Wouldn't it be funny to see what it would look like if Jim Shooter and Curt Swan were the creative team on Batman? Sure it would! And while I can't actually show you that, I can show you what Batman's origin would look like in their hands, thanks to an imaginary story from December of 1967.
Okay, so maybe not so much funny as horrifying. The look on young Bruce's face really sells it.
The story in question ("Superman and Batman - Brothers!") is kind of demented, but at the same time, a fairly entertaining read. For some reason, instead of letting a dometic servant take care of the kid with no real supervision for a decade, the Gotham City Social Services department decides to put the kid in a foster home in Kansas, and he ends up adopted by the Kents. Soon (according to the story, days later in fact) young Bruce starts beating the hell out of bullies and taking crime scene photographs of defeated tank-riding burglars who made the mistake of taking their tanks to rob Smallville, where the most powerful living thing in existence happens to reside, instead of taking those selfsame tanks to, say, anywhere else. Soon, young Clark is concerned that Bruce intends to emulate the very villains he himself foils so assiduously as Superboy, and one misunderstanding later, Batboy is born and helps fight crime in Smallville alongside Superboy.
No, I don't know why a small town in Kansas had so much crime that there was enough work for Superboy and Batboy.
Upon growing up, the dynamic duo of Batman and Superman decide to go fight crime from out of Bruce's enormous mansion in Gotham City. They foil an attack by Luthor, which leads to the following page, which I will let speak for itself.
Yeah. Luthor really should have known better than to try androids against Batman. Especially when his adopted parents are on the line. There's more images to come, because I went scan happy, so sit back and enjoy.
We all know Batman is about to seriously kick Luthor's ass, of course. I mean, for one thing, the dude just killed his adoptive parents right in front of him. Also, the costume's really badly ripped up, and we all know that when Batman starts showing some skin you're in deep trouble, Finally, take a look at those hands. No one holds their hands up above their head like that unless they're going to bring them down on someone else's skull. Am I right?
Oh yeah, I am right. (I should learn how to thumbnail these.) Anyway, Batman almost kills Luthor but manages to snap out of it at the last moment and soon tells Superman that he's giving up crimefighting for good. Superman's remarkably calm about the whole 'hey, your parents just got snuffed' thing compared to Batman, and decides he knows the best therapy for an unhinged vigilante who has had to endure the deaths of two sets of parents.
Yes, he takes him to the future and basically forces him to join the Legion of Super Heroes.
Superman doesn't have time for crap like grief or therapy, he just tosses your ass in the deep end of the 30th century. I wonder how many members of the LSH joined because Superman kidnapped them from their own time periods. Is Element Lad really just Jacob Priestly, forced to join rather than give up his love of chemistry?
Anyway, yeah, that's what Jim Shooter and Curt Swan did with Batman. Some of the scenes are actually quite touching, but I didn't let that stop me from making fun of them.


Task statement:
Return all of the data exactly, with nothing left out but the pictures.
══════
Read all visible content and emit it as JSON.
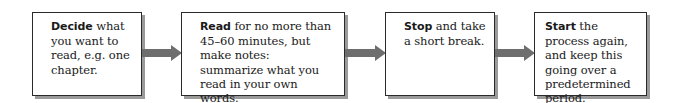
{
  "diagram": {
    "type": "flowchart",
    "direction": "left-to-right",
    "steps": [
      {
        "lead": "Decide",
        "rest": " what you want to read, e.g. one chapter."
      },
      {
        "lead": "Read",
        "rest": " for no more than 45–60 minutes, but make notes: summarize what you read in your own words."
      },
      {
        "lead": "Stop",
        "rest": " and take a short break."
      },
      {
        "lead": "Start",
        "rest": " the process again, and keep this going over a predetermined period."
      }
    ],
    "connectors": [
      {
        "from": 0,
        "to": 1,
        "icon": "arrow-right-icon"
      },
      {
        "from": 1,
        "to": 2,
        "icon": "arrow-right-icon"
      },
      {
        "from": 2,
        "to": 3,
        "icon": "arrow-right-icon"
      }
    ],
    "colors": {
      "box_border": "#2a2a2a",
      "box_shadow": "#9a9a9a",
      "arrow": "#6e6e6e",
      "background": "#ffffff"
    }
  }
}
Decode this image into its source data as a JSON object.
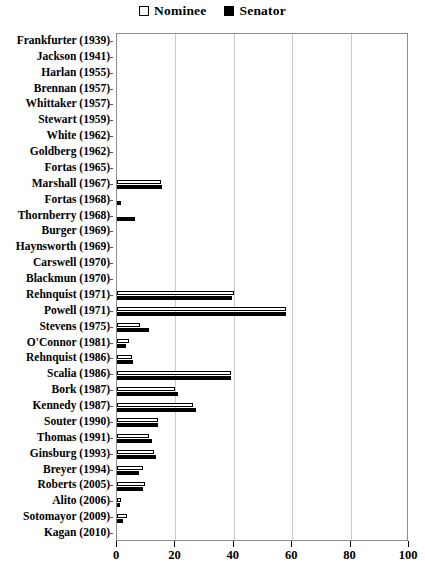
{
  "chart_data": {
    "type": "bar",
    "orientation": "horizontal",
    "title": "",
    "xlabel": "",
    "ylabel": "",
    "xlim": [
      0,
      100
    ],
    "xticks": [
      0,
      20,
      40,
      60,
      80,
      100
    ],
    "grid": true,
    "legend_position": "top-center",
    "legend": [
      {
        "name": "Nominee",
        "style": "hollow-square"
      },
      {
        "name": "Senator",
        "style": "filled-square"
      }
    ],
    "categories": [
      "Frankfurter (1939)",
      "Jackson (1941)",
      "Harlan (1955)",
      "Brennan (1957)",
      "Whittaker (1957)",
      "Stewart (1959)",
      "White (1962)",
      "Goldberg (1962)",
      "Fortas (1965)",
      "Marshall (1967)",
      "Fortas (1968)",
      "Thornberry (1968)",
      "Burger (1969)",
      "Haynsworth (1969)",
      "Carswell (1970)",
      "Blackmun (1970)",
      "Rehnquist (1971)",
      "Powell (1971)",
      "Stevens (1975)",
      "O'Connor (1981)",
      "Rehnquist (1986)",
      "Scalia (1986)",
      "Bork (1987)",
      "Kennedy (1987)",
      "Souter (1990)",
      "Thomas (1991)",
      "Ginsburg (1993)",
      "Breyer (1994)",
      "Roberts (2005)",
      "Alito (2006)",
      "Sotomayor (2009)",
      "Kagan (2010)"
    ],
    "series": [
      {
        "name": "Nominee",
        "values": [
          0,
          0,
          0,
          0,
          0,
          0,
          0,
          0,
          0,
          15,
          0,
          0,
          0,
          0,
          0,
          0,
          40,
          58,
          8,
          4,
          5,
          39,
          20,
          26,
          14,
          11,
          12.5,
          9,
          9.5,
          1.5,
          3.5,
          0
        ]
      },
      {
        "name": "Senator",
        "values": [
          0,
          0,
          0,
          0,
          0,
          0,
          0,
          0,
          0,
          15.5,
          1.5,
          6,
          0,
          0,
          0,
          0,
          39.5,
          58,
          11,
          3,
          5.5,
          39,
          21,
          27,
          14,
          12,
          13.5,
          7.5,
          9,
          1,
          2,
          0
        ]
      }
    ]
  }
}
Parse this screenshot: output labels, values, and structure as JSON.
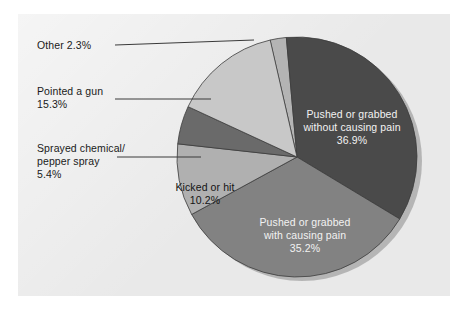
{
  "figure": {
    "background": "#ffffff",
    "panel_color": "#e9e9e9",
    "panel": {
      "x": 18,
      "y": 14,
      "w": 432,
      "h": 282
    }
  },
  "chart_data": {
    "type": "pie",
    "title": "",
    "subtitle": "",
    "xlabel": "",
    "ylabel": "",
    "legend_position": "none",
    "grid": false,
    "note": "Multiple-response survey; percentages sum to 105.3%. Slice sweep angles are drawn proportional to each value normalized over the 105.3% total.",
    "total_percent": 105.3,
    "start_angle_deg": -103,
    "direction": "clockwise",
    "center": {
      "x": 297,
      "y": 157
    },
    "radius": 120,
    "categories": [
      "Other",
      "Pushed or grabbed without causing pain",
      "Pushed or grabbed with causing pain",
      "Kicked or hit",
      "Sprayed chemical/pepper spray",
      "Pointed a gun"
    ],
    "values": [
      2.3,
      36.9,
      35.2,
      10.2,
      5.4,
      15.3
    ],
    "value_labels": [
      "2.3%",
      "36.9%",
      "35.2%",
      "10.2%",
      "5.4%",
      "15.3%"
    ],
    "colors": [
      "#b4b4b4",
      "#4a4a4a",
      "#828282",
      "#b0b0b0",
      "#6a6a6a",
      "#c8c8c8"
    ],
    "slices": [
      {
        "name": "Other",
        "value": 2.3,
        "label": "Other 2.3%",
        "color": "#b4b4b4",
        "start_deg": -103.0,
        "sweep_deg": 7.9,
        "label_placement": "outside-left",
        "label_color": "#1a1a1a"
      },
      {
        "name": "Pushed or grabbed without causing pain",
        "value": 36.9,
        "label": "Pushed or grabbed\nwithout causing pain\n36.9%",
        "color": "#4a4a4a",
        "start_deg": -95.1,
        "sweep_deg": 126.2,
        "label_placement": "inside",
        "label_color": "#f2f2f2"
      },
      {
        "name": "Pushed or grabbed with causing pain",
        "value": 35.2,
        "label": "Pushed or grabbed\nwith causing pain\n35.2%",
        "color": "#828282",
        "start_deg": 31.1,
        "sweep_deg": 120.3,
        "label_placement": "inside",
        "label_color": "#f2f2f2"
      },
      {
        "name": "Kicked or hit",
        "value": 10.2,
        "label": "Kicked or hit\n10.2%",
        "color": "#b0b0b0",
        "start_deg": 151.4,
        "sweep_deg": 34.9,
        "label_placement": "inside",
        "label_color": "#141414"
      },
      {
        "name": "Sprayed chemical/pepper spray",
        "value": 5.4,
        "label": "Sprayed chemical/\npepper spray\n5.4%",
        "color": "#6a6a6a",
        "start_deg": 186.3,
        "sweep_deg": 18.5,
        "label_placement": "outside-left",
        "label_color": "#1a1a1a"
      },
      {
        "name": "Pointed a gun",
        "value": 15.3,
        "label": "Pointed a gun\n15.3%",
        "color": "#c8c8c8",
        "start_deg": 204.8,
        "sweep_deg": 52.3,
        "label_placement": "outside-left",
        "label_color": "#1a1a1a"
      }
    ],
    "leader_lines": [
      {
        "for": "Other",
        "x1": 115,
        "y1": 45,
        "x2": 254,
        "y2": 40
      },
      {
        "for": "Pointed a gun",
        "x1": 115,
        "y1": 99,
        "x2": 211,
        "y2": 99
      },
      {
        "for": "Sprayed chemical/pepper spray",
        "x1": 117,
        "y1": 157,
        "x2": 201,
        "y2": 157
      }
    ]
  },
  "labels": {
    "other": "Other 2.3%",
    "pointed_gun": "Pointed a gun\n15.3%",
    "sprayed": "Sprayed chemical/\npepper spray\n5.4%",
    "kicked": "Kicked or hit\n10.2%",
    "pushed_no_pain": "Pushed or grabbed\nwithout causing pain\n36.9%",
    "pushed_pain": "Pushed or grabbed\nwith causing pain\n35.2%"
  }
}
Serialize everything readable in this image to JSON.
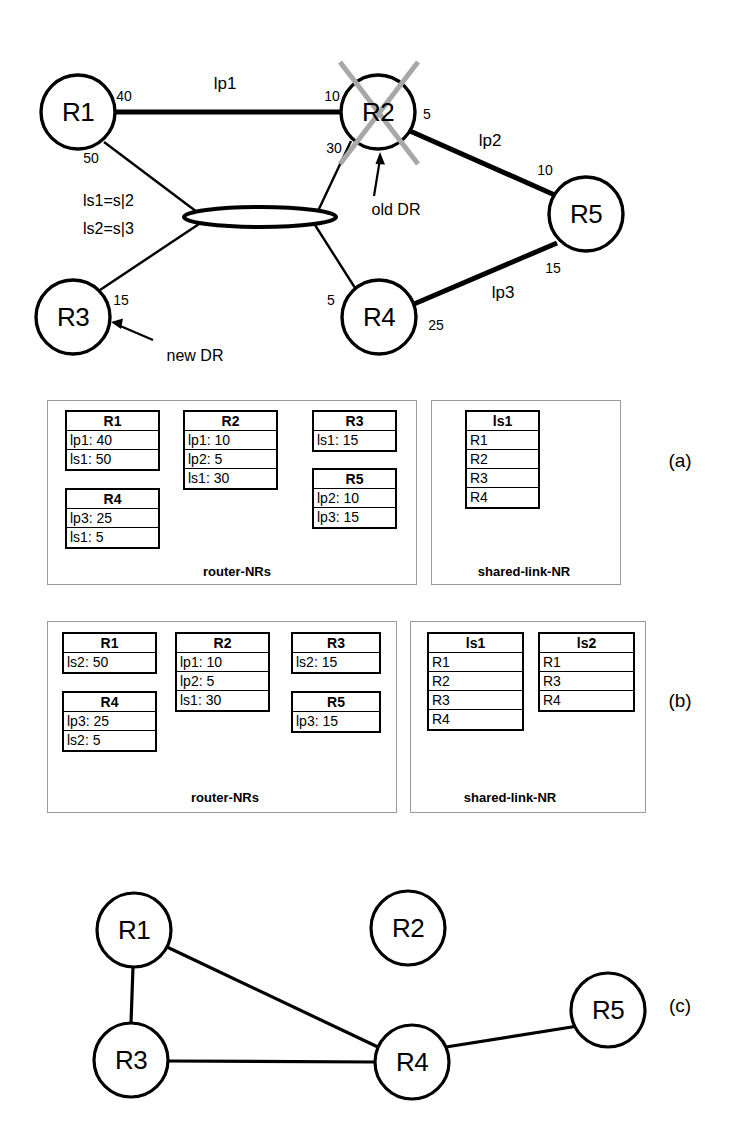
══════
Solution for this problem:
Read all visible content and emit it as JSON.
{
  "diagram": {
    "type": "flowchart",
    "direction": "left-to-right",
    "steps": [
      {
        "lead": "Decide",
        "rest": " what you want to read, e.g. one chapter."
      },
      {
        "lead": "Read",
        "rest": " for no more than 45–60 minutes, but make notes: summarize what you read in your own words."
      },
      {
        "lead": "Stop",
        "rest": " and take a short break."
      },
      {
        "lead": "Start",
        "rest": " the process again, and keep this going over a predetermined period."
      }
    ],
    "connectors": [
      {
        "from": 0,
        "to": 1,
        "icon": "arrow-right-icon"
      },
      {
        "from": 1,
        "to": 2,
        "icon": "arrow-right-icon"
      },
      {
        "from": 2,
        "to": 3,
        "icon": "arrow-right-icon"
      }
    ],
    "colors": {
      "box_border": "#2a2a2a",
      "box_shadow": "#9a9a9a",
      "arrow": "#6e6e6e",
      "background": "#ffffff"
    }
  }
}
Decode this image into its source data as a JSON object.
{
  "chart_data": {
    "type": "bar",
    "orientation": "horizontal",
    "title": "",
    "xlabel": "",
    "ylabel": "",
    "xlim": [
      0,
      100
    ],
    "xticks": [
      0,
      20,
      40,
      60,
      80,
      100
    ],
    "grid": true,
    "legend_position": "top-center",
    "legend": [
      {
        "name": "Nominee",
        "style": "hollow-square"
      },
      {
        "name": "Senator",
        "style": "filled-square"
      }
    ],
    "categories": [
      "Frankfurter (1939)",
      "Jackson (1941)",
      "Harlan (1955)",
      "Brennan (1957)",
      "Whittaker (1957)",
      "Stewart (1959)",
      "White (1962)",
      "Goldberg (1962)",
      "Fortas (1965)",
      "Marshall (1967)",
      "Fortas (1968)",
      "Thornberry (1968)",
      "Burger (1969)",
      "Haynsworth (1969)",
      "Carswell (1970)",
      "Blackmun (1970)",
      "Rehnquist (1971)",
      "Powell (1971)",
      "Stevens (1975)",
      "O'Connor (1981)",
      "Rehnquist (1986)",
      "Scalia (1986)",
      "Bork (1987)",
      "Kennedy (1987)",
      "Souter (1990)",
      "Thomas (1991)",
      "Ginsburg (1993)",
      "Breyer (1994)",
      "Roberts (2005)",
      "Alito (2006)",
      "Sotomayor (2009)",
      "Kagan (2010)"
    ],
    "series": [
      {
        "name": "Nominee",
        "values": [
          0,
          0,
          0,
          0,
          0,
          0,
          0,
          0,
          0,
          15,
          0,
          0,
          0,
          0,
          0,
          0,
          40,
          58,
          8,
          4,
          5,
          39,
          20,
          26,
          14,
          11,
          12.5,
          9,
          9.5,
          1.5,
          3.5,
          0
        ]
      },
      {
        "name": "Senator",
        "values": [
          0,
          0,
          0,
          0,
          0,
          0,
          0,
          0,
          0,
          15.5,
          1.5,
          6,
          0,
          0,
          0,
          0,
          39.5,
          58,
          11,
          3,
          5.5,
          39,
          21,
          27,
          14,
          12,
          13.5,
          7.5,
          9,
          1,
          2,
          0
        ]
      }
    ]
  }
}
Parse this screenshot: output labels, values, and structure as JSON.
{
  "figure": {
    "background": "#ffffff",
    "panel_color": "#e9e9e9",
    "panel": {
      "x": 18,
      "y": 14,
      "w": 432,
      "h": 282
    }
  },
  "chart_data": {
    "type": "pie",
    "title": "",
    "subtitle": "",
    "xlabel": "",
    "ylabel": "",
    "legend_position": "none",
    "grid": false,
    "note": "Multiple-response survey; percentages sum to 105.3%. Slice sweep angles are drawn proportional to each value normalized over the 105.3% total.",
    "total_percent": 105.3,
    "start_angle_deg": -103,
    "direction": "clockwise",
    "center": {
      "x": 297,
      "y": 157
    },
    "radius": 120,
    "categories": [
      "Other",
      "Pushed or grabbed without causing pain",
      "Pushed or grabbed with causing pain",
      "Kicked or hit",
      "Sprayed chemical/pepper spray",
      "Pointed a gun"
    ],
    "values": [
      2.3,
      36.9,
      35.2,
      10.2,
      5.4,
      15.3
    ],
    "value_labels": [
      "2.3%",
      "36.9%",
      "35.2%",
      "10.2%",
      "5.4%",
      "15.3%"
    ],
    "colors": [
      "#b4b4b4",
      "#4a4a4a",
      "#828282",
      "#b0b0b0",
      "#6a6a6a",
      "#c8c8c8"
    ],
    "slices": [
      {
        "name": "Other",
        "value": 2.3,
        "label": "Other 2.3%",
        "color": "#b4b4b4",
        "start_deg": -103.0,
        "sweep_deg": 7.9,
        "label_placement": "outside-left",
        "label_color": "#1a1a1a"
      },
      {
        "name": "Pushed or grabbed without causing pain",
        "value": 36.9,
        "label": "Pushed or grabbed\nwithout causing pain\n36.9%",
        "color": "#4a4a4a",
        "start_deg": -95.1,
        "sweep_deg": 126.2,
        "label_placement": "inside",
        "label_color": "#f2f2f2"
      },
      {
        "name": "Pushed or grabbed with causing pain",
        "value": 35.2,
        "label": "Pushed or grabbed\nwith causing pain\n35.2%",
        "color": "#828282",
        "start_deg": 31.1,
        "sweep_deg": 120.3,
        "label_placement": "inside",
        "label_color": "#f2f2f2"
      },
      {
        "name": "Kicked or hit",
        "value": 10.2,
        "label": "Kicked or hit\n10.2%",
        "color": "#b0b0b0",
        "start_deg": 151.4,
        "sweep_deg": 34.9,
        "label_placement": "inside",
        "label_color": "#141414"
      },
      {
        "name": "Sprayed chemical/pepper spray",
        "value": 5.4,
        "label": "Sprayed chemical/\npepper spray\n5.4%",
        "color": "#6a6a6a",
        "start_deg": 186.3,
        "sweep_deg": 18.5,
        "label_placement": "outside-left",
        "label_color": "#1a1a1a"
      },
      {
        "name": "Pointed a gun",
        "value": 15.3,
        "label": "Pointed a gun\n15.3%",
        "color": "#c8c8c8",
        "start_deg": 204.8,
        "sweep_deg": 52.3,
        "label_placement": "outside-left",
        "label_color": "#1a1a1a"
      }
    ],
    "leader_lines": [
      {
        "for": "Other",
        "x1": 115,
        "y1": 45,
        "x2": 254,
        "y2": 40
      },
      {
        "for": "Pointed a gun",
        "x1": 115,
        "y1": 99,
        "x2": 211,
        "y2": 99
      },
      {
        "for": "Sprayed chemical/pepper spray",
        "x1": 117,
        "y1": 157,
        "x2": 201,
        "y2": 157
      }
    ]
  },
  "labels": {
    "other": "Other 2.3%",
    "pointed_gun": "Pointed a gun\n15.3%",
    "sprayed": "Sprayed chemical/\npepper spray\n5.4%",
    "kicked": "Kicked or hit\n10.2%",
    "pushed_no_pain": "Pushed or grabbed\nwithout causing pain\n36.9%",
    "pushed_pain": "Pushed or grabbed\nwith causing pain\n35.2%"
  }
}
Serialize everything readable in this image to JSON.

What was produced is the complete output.